I was a little dissatisfied with the lack of finality around the death of Tuttle’s father, which he had been seeking truth about for the entire book. So while Zeustian wasn’t all the way there for me, I reckon for its audience it will hit the mark. I can see a 12–17 year old book-lover (particularly an astrology or myths and legends lover) devouring this, and I look forward to seeing what Malcolm comes up with next.

We don’t see enough new blood in the YA group in New Zealand – or in any group really, thanks to straitened times for publishers – so it will be wonderful to watch Malcolm grow as a writer in coming years.

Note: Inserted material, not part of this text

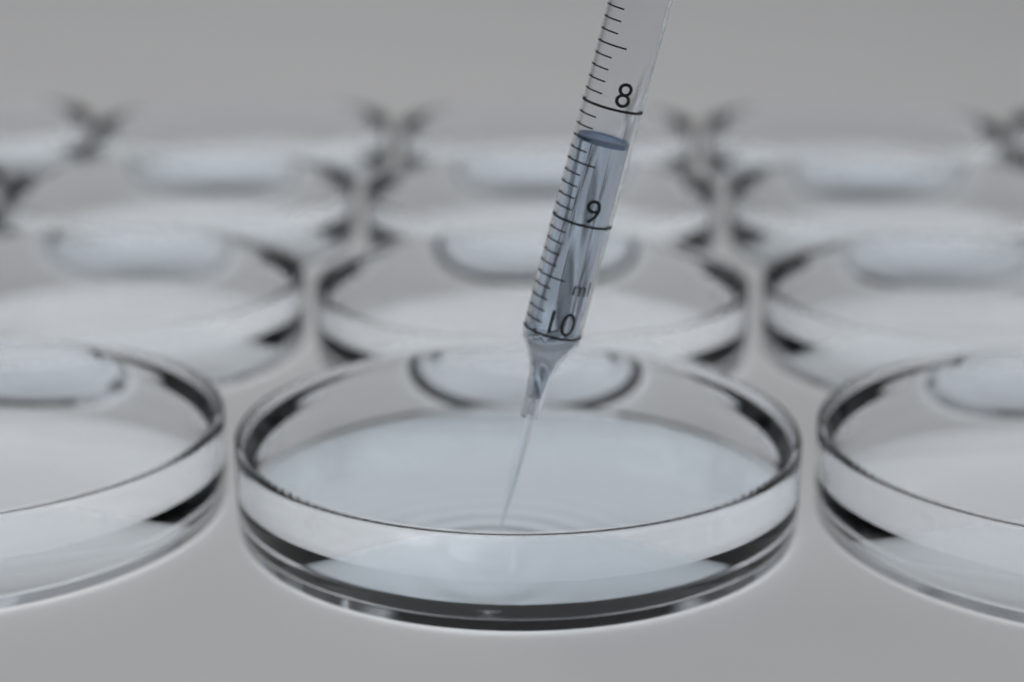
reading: 8.3 ml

into the white: Scott's antarctic odyssey

by Joanna Grochowicz Published by Allen & Unwin RRP $19.00

 

zeustian logic

by Sabrina Malcolm Published by Gecko Press RRP $25.00

 

Sarah forster

Editor of The Sapling, and Media & Communications Manager at Booksellers NZ, Sarah has worked in the book industry for the past 11 years. She ran the Writers in Schools and other education programmes for the NZ Book Council for seven years, and knows exactly how awesome our Kiwi writers and illustrators are. Sarah is from the West Coast, and lives in Wellington.